Getting Readers To Trust You 

I have three reactions to material writers send me, and I have them within the first few pages. The first and most common is, “Ain’t nobody got time for that.” For those writers, I have some generic rejections that are kind and informative without being encouraging. My second reaction is, “I like this writer, but I can already see where this train is going to run off the tracks. Luckily, I know how to fix it.”  (That’s probably 90% of my clients.)

The third reaction I can have to a piece of work is when I have no idea where the writer is taking me—and I’m fine with that. I can tell from the way it is unfolding on the page that even if I can give useful advice, it’s going to be good before I give that advice. Plus, that writer usually takes my counsel and turns it into something better than I was suggesting anyway.

In other words, I can tell within the first few pages of a submission whether I trust a writer. I’m guessing that’s also exactly how Schmitz feels about her favorite signings.

Establish Your Voice

One of the best ways to establish a reader’s trust is to quickly and firmly establish your voice. It doesn’t matter if your first pages also set up the main character or the location or the time period or anything else. What matters is that those pages also sound exactly how you want the world to hear you.
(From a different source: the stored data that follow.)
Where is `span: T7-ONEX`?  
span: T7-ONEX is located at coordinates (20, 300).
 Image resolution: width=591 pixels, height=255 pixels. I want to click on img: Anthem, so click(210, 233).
I read so many manuscripts that open with a brief overview of what the main character has been up to for the past five years. Oh my god, why? You just grabbed your readers by the lapel, you have their attention, and you start reading them a resume? I also read a lot of nonfiction proposals that start with a description of how much the world needs a book like this one. Sure, that should be in there, but by the end of the first few paragraphs I want to know you as a writer.

In both cases, what comes across is the writer’s eagerness to declare the work’s importance, not the actual importance of the work. Instead, make your opening riveting—make your unique voice as a writer shine through—and you’ll be surprised where readers will follow you.